Ok, just to make this even simpler - I have removed the img and now use only text. The idea is that the "caption" should not break from the paragraph above it. Here is the code:
Code:
<?xml version="1.0"?>
<!DOCTYPE html PUBLIC "-//W3C//DTD XHTML 1.0 Strict//EN"
"http://www.w3.org/TR/xhtml1/DTD/xhtml1-strict.dtd">
<html xmlns="http://www.w3.org/1999/xhtml">
<head>
<title></title>
<style type="text/css">
p {padding-bottom: 25px;}
p.figure {page-break-after: avoid;}
p.figure_caption {text-align: center; font-weight: bold; font-size: .9em; page-break-before: avoid;}}
</style>
</head>
<body>
<p>line 1</p>
<p>line 2</p>
<p>line 3</p>
<p>line 4</p>
<p>line 5</p>
<p>line 6</p>
<p>line 7</p>
<p>line 8</p>
<p>line 9</p>
<p>line 10</p>
<p class="figure">This should be a block of text that is all contained within a paragraph and wraps across several lines.

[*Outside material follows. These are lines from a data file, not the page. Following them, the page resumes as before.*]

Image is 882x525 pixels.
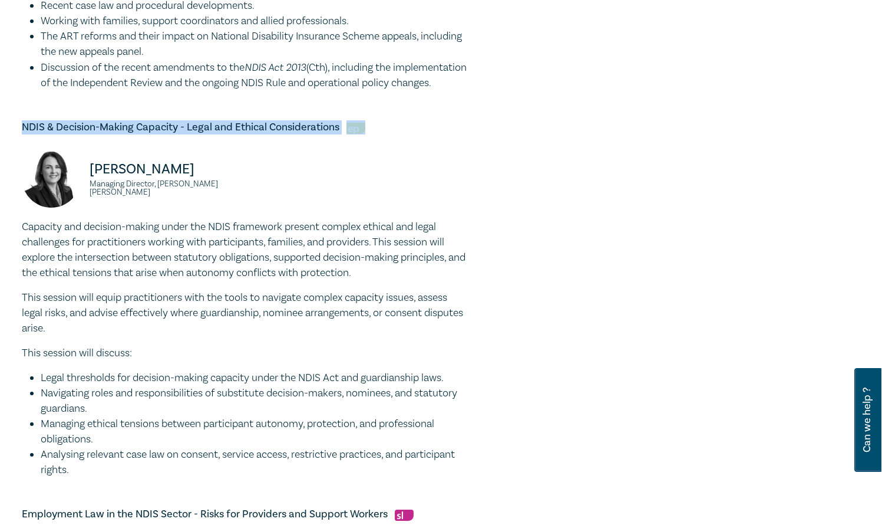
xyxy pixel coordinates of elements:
h5: NDIS & Decision-Making Capacity - Legal and Ethical Considerations [22,120,470,134]
li: Navigating roles and responsibilities of substitute decision-makers, nominees, and statutory guar... [41,386,470,416]
li: Legal thresholds for decision-making capacity under the NDIS Act and guardianship laws. [41,370,470,386]
em: NDIS Act 2013 [245,61,307,73]
li: The ART reforms and their impact on National Disability Insurance Scheme appeals, including the n... [41,29,470,60]
li: Working with families, support coordinators and allied professionals. [41,14,470,29]
small: Managing Director, [PERSON_NAME] [PERSON_NAME] [90,180,239,196]
h5: Employment Law in the NDIS Sector - Risks for Providers and Support Workers [22,507,470,521]
p: [PERSON_NAME] [90,160,239,179]
p: This session will discuss: [22,345,470,361]
p: Capacity and decision-making under the NDIS framework present complex ethical and legal challenge... [22,219,470,281]
img: Gemma McGrath [22,149,81,207]
li: Discussion of the recent amendments to the (Cth), including the implementation of the Independent... [41,60,470,91]
p: This session will equip practitioners with the tools to navigate complex capacity issues, assess ... [22,290,470,336]
li: Managing ethical tensions between participant autonomy, protection, and professional obligations. [41,416,470,447]
li: Analysing relevant case law on consent, service access, restrictive practices, and participant ri... [41,447,470,477]
span: Can we help ? [862,375,873,465]
img: Ethics & Professional Responsibility [347,123,365,134]
img: Substantive Law [395,509,414,521]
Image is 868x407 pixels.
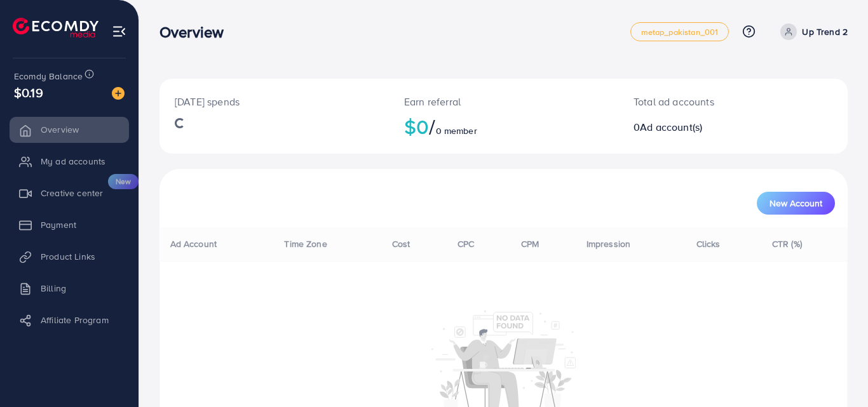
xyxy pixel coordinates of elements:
[770,199,822,208] span: New Account
[404,114,603,138] h2: $0
[757,192,835,215] button: New Account
[640,120,702,134] span: Ad account(s)
[775,24,848,40] a: Up Trend 2
[802,24,848,40] p: Up Trend 2
[13,18,98,38] img: logo
[641,28,718,36] span: metap_pakistan_001
[633,121,775,134] h2: 0
[404,94,603,109] p: Earn referral
[631,22,729,41] a: metap_pakistan_001
[159,23,234,41] h3: Overview
[14,70,83,83] span: Ecomdy Balance
[14,83,43,102] span: $0.19
[633,94,775,109] p: Total ad accounts
[436,125,478,137] span: 0 member
[175,94,374,109] p: [DATE] spends
[429,112,435,141] span: /
[112,24,127,39] img: menu
[112,87,125,99] img: image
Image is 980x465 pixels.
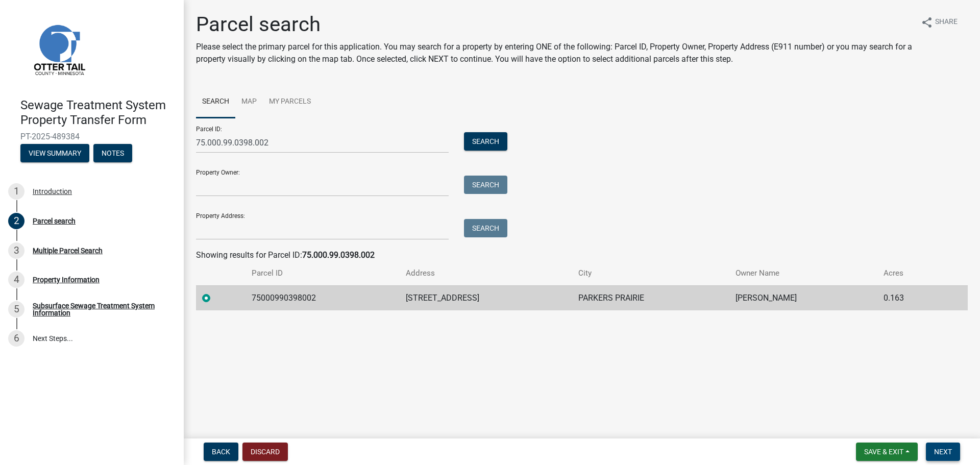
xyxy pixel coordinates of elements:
div: Property Information [33,276,100,283]
strong: 75.000.99.0398.002 [302,250,375,260]
td: 75000990398002 [246,286,400,310]
td: PARKERS PRAIRIE [572,286,729,310]
button: Back [204,443,238,461]
a: Search [196,86,235,118]
button: Next [926,443,961,461]
div: 4 [8,272,25,288]
button: Search [464,219,507,237]
button: Notes [94,144,132,162]
div: 1 [8,183,25,199]
td: [STREET_ADDRESS] [400,286,572,310]
div: 6 [8,330,25,347]
span: PT-2025-489384 [20,132,164,141]
div: Multiple Parcel Search [33,247,103,254]
span: Back [212,448,230,456]
div: 5 [8,301,25,318]
button: Discard [243,443,288,461]
span: Save & Exit [865,448,903,456]
a: My Parcels [263,86,317,118]
button: Search [464,132,507,150]
button: View Summary [20,144,89,162]
td: 0.163 [877,286,944,310]
div: Parcel search [33,217,76,225]
th: Owner Name [729,261,877,286]
div: 3 [8,243,25,259]
div: 2 [8,213,25,229]
th: Address [400,261,572,286]
a: Map [235,86,263,118]
wm-modal-confirm: Notes [94,150,132,158]
wm-modal-confirm: Summary [20,150,89,158]
th: City [572,261,729,286]
h4: Sewage Treatment System Property Transfer Form [20,98,176,128]
h1: Parcel search [196,12,913,36]
button: Search [464,176,507,194]
button: Save & Exit [856,443,918,461]
th: Acres [877,261,944,286]
p: Please select the primary parcel for this application. You may search for a property by entering ... [196,41,913,65]
i: share [921,16,933,28]
td: [PERSON_NAME] [729,286,877,310]
span: Next [935,448,952,456]
span: Share [935,16,958,28]
button: shareShare [913,12,966,32]
div: Subsurface Sewage Treatment System Information [33,302,167,316]
div: Introduction [33,187,72,195]
th: Parcel ID [246,261,400,286]
img: Otter Tail County, Minnesota [20,10,97,87]
div: Showing results for Parcel ID: [196,249,968,261]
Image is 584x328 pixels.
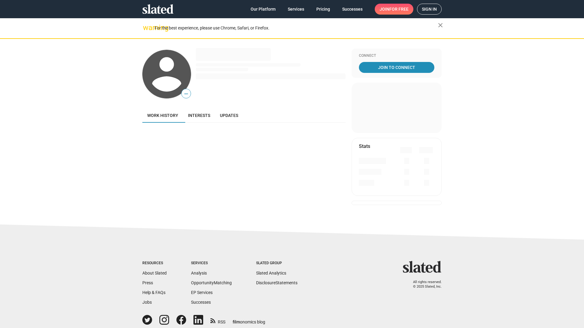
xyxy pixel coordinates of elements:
a: Our Platform [246,4,280,15]
div: Connect [359,54,434,58]
a: filmonomics blog [233,315,265,325]
span: Updates [220,113,238,118]
a: Slated Analytics [256,271,286,276]
a: EP Services [191,290,213,295]
span: Join To Connect [360,62,433,73]
span: — [182,90,191,98]
span: Join [379,4,408,15]
span: Interests [188,113,210,118]
a: Jobs [142,300,152,305]
a: Successes [337,4,367,15]
a: Successes [191,300,211,305]
span: Services [288,4,304,15]
span: Work history [147,113,178,118]
a: Analysis [191,271,207,276]
a: OpportunityMatching [191,281,232,285]
span: film [233,320,240,325]
a: Join To Connect [359,62,434,73]
div: Slated Group [256,261,297,266]
mat-icon: warning [143,24,150,31]
div: Services [191,261,232,266]
mat-card-title: Stats [359,143,370,150]
a: Interests [183,108,215,123]
a: Updates [215,108,243,123]
a: Work history [142,108,183,123]
a: Help & FAQs [142,290,165,295]
a: Press [142,281,153,285]
a: DisclosureStatements [256,281,297,285]
span: Pricing [316,4,330,15]
a: Services [283,4,309,15]
span: Our Platform [251,4,275,15]
div: Resources [142,261,167,266]
span: Sign in [422,4,437,14]
a: Sign in [417,4,441,15]
mat-icon: close [437,22,444,29]
span: Successes [342,4,362,15]
a: RSS [210,316,225,325]
p: All rights reserved. © 2025 Slated, Inc. [406,280,441,289]
div: For the best experience, please use Chrome, Safari, or Firefox. [154,24,438,32]
span: for free [389,4,408,15]
a: Pricing [311,4,335,15]
a: About Slated [142,271,167,276]
a: Joinfor free [375,4,413,15]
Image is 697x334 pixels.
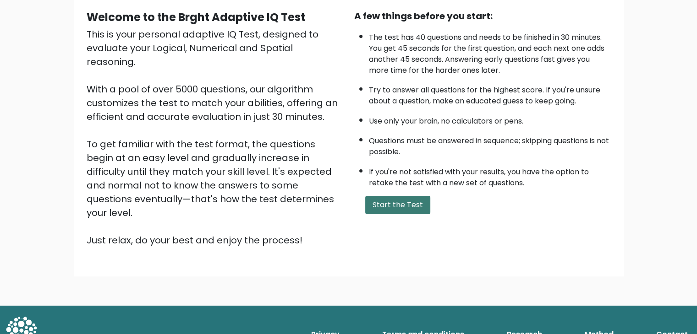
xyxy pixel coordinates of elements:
[369,111,611,127] li: Use only your brain, no calculators or pens.
[365,196,430,214] button: Start the Test
[369,162,611,189] li: If you're not satisfied with your results, you have the option to retake the test with a new set ...
[369,80,611,107] li: Try to answer all questions for the highest score. If you're unsure about a question, make an edu...
[354,9,611,23] div: A few things before you start:
[369,131,611,158] li: Questions must be answered in sequence; skipping questions is not possible.
[369,27,611,76] li: The test has 40 questions and needs to be finished in 30 minutes. You get 45 seconds for the firs...
[87,27,343,247] div: This is your personal adaptive IQ Test, designed to evaluate your Logical, Numerical and Spatial ...
[87,10,305,25] b: Welcome to the Brght Adaptive IQ Test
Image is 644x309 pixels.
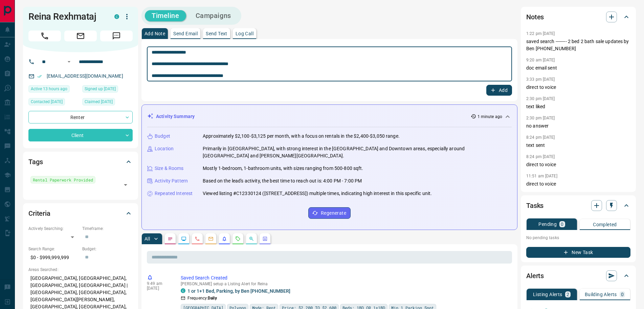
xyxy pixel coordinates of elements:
[527,180,631,187] p: direct to voice
[478,114,502,120] p: 1 minute ago
[533,292,563,297] p: Listing Alerts
[33,176,93,183] span: Rental Paperwork Provided
[64,30,97,41] span: Email
[155,145,173,152] p: Location
[147,281,171,286] p: 9:49 am
[527,233,631,242] p: No pending tasks
[236,31,254,36] p: Log Call
[527,77,555,82] p: 3:33 pm [DATE]
[527,84,631,91] p: direct to voice
[527,200,544,211] h2: Tasks
[203,133,400,140] p: Approximately $2,100-$3,125 per month, with a focus on rentals in the $2,400-$3,050 range.
[527,267,631,284] div: Alerts
[147,286,171,290] p: [DATE]
[188,295,217,301] p: Frequency:
[188,288,290,294] a: 1 or 1+1 Bed, Parking, by Ben [PHONE_NUMBER]
[65,58,73,66] button: Open
[29,129,133,141] div: Client
[486,85,512,96] button: Add
[85,85,116,92] span: Signed up [DATE]
[208,296,217,300] strong: Daily
[37,74,42,79] svg: Email Verified
[31,85,68,92] span: Active 13 hours ago
[29,85,79,95] div: Sun Sep 14 2025
[29,205,133,222] div: Criteria
[527,58,555,62] p: 9:20 am [DATE]
[47,73,123,79] a: [EMAIL_ADDRESS][DOMAIN_NAME]
[147,110,512,123] div: Activity Summary1 minute ago
[155,177,188,184] p: Activity Pattern
[145,10,186,21] button: Timeline
[29,98,79,107] div: Tue Jun 01 2021
[82,246,133,252] p: Budget:
[82,85,133,95] div: Sat May 29 2021
[144,31,165,36] p: Add Note
[181,236,187,241] svg: Lead Browsing Activity
[114,14,119,19] div: condos.ca
[181,274,509,282] p: Saved Search Created
[222,236,227,241] svg: Listing Alerts
[621,292,624,297] p: 0
[189,10,238,21] button: Campaigns
[29,153,133,170] div: Tags
[181,288,186,293] div: condos.ca
[29,11,104,22] h1: Reina Rexhmataj
[585,292,617,297] p: Building Alerts
[203,177,362,184] p: Based on the lead's activity, the best time to reach out is: 4:00 PM - 7:00 PM
[593,222,617,227] p: Completed
[155,190,193,197] p: Repeated Interest
[173,31,198,36] p: Send Email
[527,270,544,281] h2: Alerts
[203,165,363,172] p: Mostly 1-bedroom, 1-bathroom units, with sizes ranging from 500-800 sqft.
[167,236,173,241] svg: Notes
[527,115,555,120] p: 2:30 pm [DATE]
[262,236,268,241] svg: Agent Actions
[527,9,631,25] div: Notes
[527,64,631,71] p: doc email sent
[527,12,544,23] h2: Notes
[527,197,631,213] div: Tasks
[208,236,214,241] svg: Emails
[156,113,195,120] p: Activity Summary
[309,207,351,219] button: Regenerate
[236,236,240,241] svg: Requests
[203,190,432,197] p: Viewed listing #C12330124 ([STREET_ADDRESS]) multiple times, indicating high interest in this spe...
[539,222,557,227] p: Pending
[155,133,170,140] p: Budget
[249,236,254,241] svg: Opportunities
[203,145,512,159] p: Primarily in [GEOGRAPHIC_DATA], with strong interest in the [GEOGRAPHIC_DATA] and Downtown areas,...
[31,98,63,105] span: Contacted [DATE]
[82,225,133,231] p: Timeframe:
[29,246,79,252] p: Search Range:
[561,222,564,227] p: 0
[144,236,150,241] p: All
[100,30,133,41] span: Message
[195,236,200,241] svg: Calls
[155,165,184,172] p: Size & Rooms
[29,252,79,263] p: $0 - $999,999,999
[527,135,555,140] p: 8:24 pm [DATE]
[29,208,51,219] h2: Criteria
[29,111,133,123] div: Renter
[567,292,569,297] p: 2
[29,225,79,231] p: Actively Searching:
[527,31,555,36] p: 1:22 pm [DATE]
[29,267,133,273] p: Areas Searched:
[527,96,555,101] p: 2:30 pm [DATE]
[121,180,130,190] button: Open
[206,31,227,36] p: Send Text
[527,38,631,52] p: saved search -------- 2 bed 2 bath sale updates by Ben [PHONE_NUMBER]
[527,161,631,168] p: direct to voice
[527,103,631,110] p: text liked
[527,142,631,149] p: text sent
[29,30,61,41] span: Call
[181,282,509,286] p: [PERSON_NAME] setup a Listing Alert for Reina
[527,154,555,159] p: 8:24 pm [DATE]
[82,98,133,107] div: Wed Aug 02 2023
[29,156,43,167] h2: Tags
[527,247,631,258] button: New Task
[527,174,558,178] p: 11:51 am [DATE]
[527,123,631,130] p: no answer
[85,98,113,105] span: Claimed [DATE]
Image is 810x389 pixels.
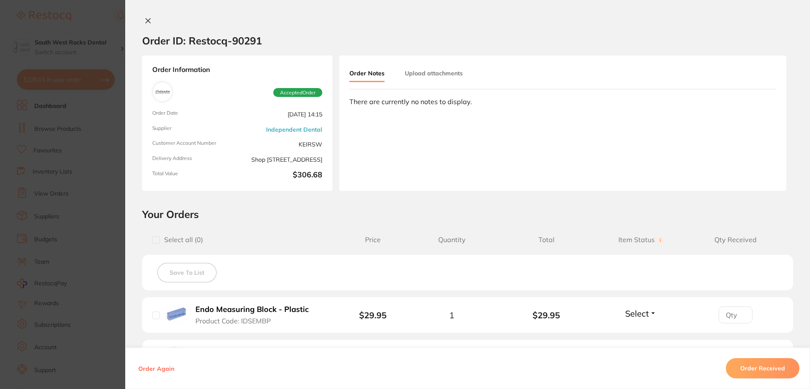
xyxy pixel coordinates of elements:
[350,98,776,105] div: There are currently no notes to display.
[152,125,234,134] span: Supplier
[341,236,405,244] span: Price
[193,305,318,325] button: Endo Measuring Block - Plastic Product Code: IDSEMBP
[142,208,793,220] h2: Your Orders
[152,140,234,149] span: Customer Account Number
[719,306,753,323] input: Qty
[594,236,689,244] span: Item Status
[157,263,217,282] button: Save To List
[152,66,322,75] strong: Order Information
[152,155,234,164] span: Delivery Address
[166,304,187,324] img: Endo Measuring Block - Plastic
[160,236,203,244] span: Select all ( 0 )
[241,110,322,118] span: [DATE] 14:15
[688,236,783,244] span: Qty Received
[273,88,322,97] span: Accepted Order
[166,347,185,365] img: Lip Retractors - Adult
[241,140,322,149] span: KEIRSW
[154,84,171,100] img: Independent Dental
[241,171,322,181] b: $306.68
[266,126,322,133] a: Independent Dental
[449,310,454,320] span: 1
[359,310,387,320] b: $29.95
[350,66,385,82] button: Order Notes
[726,358,800,378] button: Order Received
[195,317,271,325] span: Product Code: IDSEMBP
[625,308,649,319] span: Select
[152,171,234,181] span: Total Value
[623,308,659,319] button: Select
[241,155,322,164] span: Shop [STREET_ADDRESS]
[499,236,594,244] span: Total
[405,236,499,244] span: Quantity
[142,34,262,47] h2: Order ID: Restocq- 90291
[499,310,594,320] b: $29.95
[136,364,177,372] button: Order Again
[191,347,284,367] button: Lip Retractors - Adult Product Code: IDSA6120
[405,66,463,81] button: Upload attachments
[195,305,309,314] b: Endo Measuring Block - Plastic
[152,110,234,118] span: Order Date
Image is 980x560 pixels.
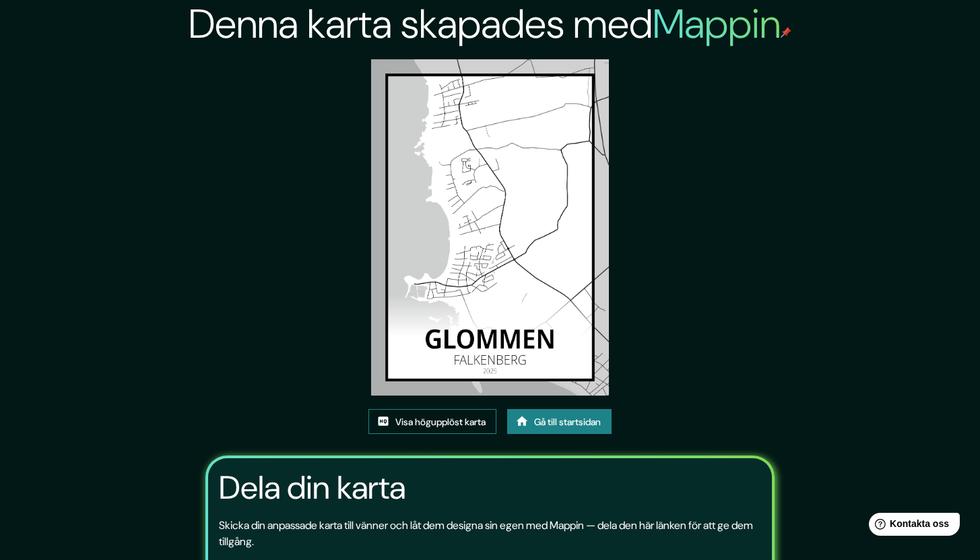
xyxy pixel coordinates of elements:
[219,466,406,509] font: Dela din karta
[781,27,792,38] img: mappin-pin
[396,416,486,427] font: Visa högupplöst karta
[507,409,612,434] a: Gå till startsidan
[219,517,753,548] font: Skicka din anpassade karta till vänner och låt dem designa sin egen med Mappin — dela den här län...
[368,409,497,434] a: Visa högupplöst karta
[860,507,965,545] iframe: Hjälp med widgetstartaren
[371,59,609,396] img: created-map
[535,416,601,427] font: Gå till startsidan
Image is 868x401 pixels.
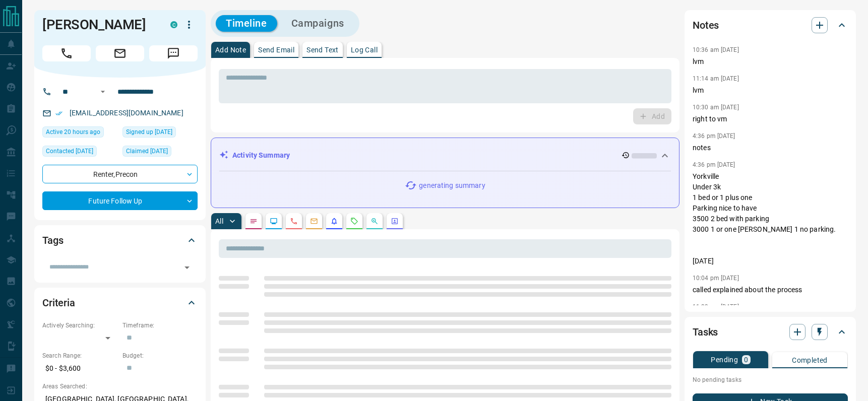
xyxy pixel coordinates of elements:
div: Tue Aug 08 2023 [123,126,198,140]
p: No pending tasks [692,372,848,387]
svg: Notes [249,217,258,225]
p: Search Range: [42,351,118,360]
p: 10:36 am [DATE] [692,47,739,54]
p: 11:33 am [DATE] [692,303,739,310]
svg: Requests [350,217,359,225]
span: Signed up [DATE] [126,127,173,137]
p: Timeframe: [123,321,198,329]
div: Tags [42,228,198,252]
h1: [PERSON_NAME] [42,17,155,33]
p: 4:36 pm [DATE] [692,161,735,168]
p: Areas Searched: [42,382,198,391]
h2: Tags [42,232,63,248]
p: 11:14 am [DATE] [692,75,739,82]
svg: Agent Actions [391,217,399,225]
span: Email [96,45,144,61]
p: Pending [711,356,738,363]
h2: Notes [692,17,718,33]
h2: Criteria [42,294,75,311]
svg: Lead Browsing Activity [270,217,277,225]
p: Log Call [351,47,378,54]
p: lvm [692,85,848,96]
p: lvm [692,56,848,67]
p: right to vm [692,114,848,125]
div: Renter , Precon [42,165,198,183]
h2: Tasks [692,324,718,340]
p: notes [692,142,848,153]
a: [EMAIL_ADDRESS][DOMAIN_NAME] [70,109,183,117]
p: Completed [792,356,828,363]
p: Send Email [258,47,294,54]
span: Message [149,45,198,61]
p: Add Note [215,47,246,54]
p: Yorkville Under 3k 1 bed or 1 plus one Parking nice to have 3500 2 bed with parking 3000 1 or one... [692,171,848,266]
p: All [215,218,223,225]
p: Activity Summary [232,150,290,161]
p: Send Text [306,47,339,54]
p: Actively Searching: [42,321,118,329]
div: Tue May 27 2025 [42,146,118,160]
svg: Email Verified [56,110,63,117]
p: Budget: [123,351,198,360]
button: Timeline [215,15,277,32]
div: Notes [692,13,848,37]
div: condos.ca [171,21,178,28]
svg: Opportunities [371,217,378,225]
p: 10:30 am [DATE] [692,103,739,110]
p: 0 [744,356,748,363]
div: Criteria [42,291,198,315]
div: Tasks [692,320,848,344]
div: Sun Sep 14 2025 [42,126,118,140]
svg: Calls [290,217,298,225]
button: Campaigns [281,15,354,32]
div: Activity Summary [219,146,670,165]
p: called explained about the process [692,284,848,295]
span: Active 20 hours ago [46,127,100,137]
span: Contacted [DATE] [46,146,93,156]
div: Fri Oct 04 2024 [123,146,198,160]
button: Open [97,86,109,98]
p: 10:04 pm [DATE] [692,275,739,282]
p: $0 - $3,600 [42,360,118,377]
span: Call [42,45,91,61]
button: Open [180,261,194,275]
p: generating summary [419,180,485,191]
svg: Listing Alerts [330,217,338,225]
p: 4:36 pm [DATE] [692,132,735,139]
svg: Emails [310,217,318,225]
div: Future Follow Up [42,192,198,210]
span: Claimed [DATE] [126,146,168,156]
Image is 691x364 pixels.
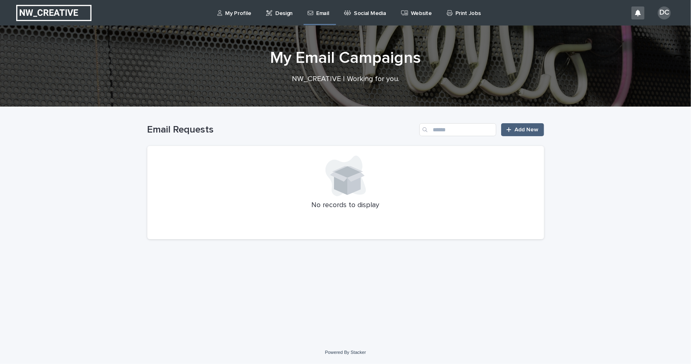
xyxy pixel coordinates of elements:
[147,124,417,136] h1: Email Requests
[501,123,544,136] a: Add New
[515,127,539,132] span: Add New
[147,48,544,68] h1: My Email Campaigns
[419,123,496,136] input: Search
[658,6,671,19] div: DC
[157,201,534,210] p: No records to display
[184,75,508,84] p: NW_CREATIVE | Working for you.
[325,349,366,354] a: Powered By Stacker
[16,5,91,21] img: EUIbKjtiSNGbmbK7PdmN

The following paragraph should not break to a separate page but should stay on the same page as this paragraph. This paragraph mimics the image that I am trying to test.</p>
<p class="figure_caption">This is the Caption</p>
</body>
</html>
On the iPad's display in portrait orientation, the caption appears on the second page and the paragraph above it, on the first page. Simply removing <p>line 10</p> results in everything rendering on a single page. With the page-break markup specified on the <p> elements, I would have expected the large paragraph and the caption paragraph to both appear on the second page if there was not enough room to display them both on the first page. I can't think of a simpler example than this. I also do not have any other way to test this other than on the iPad.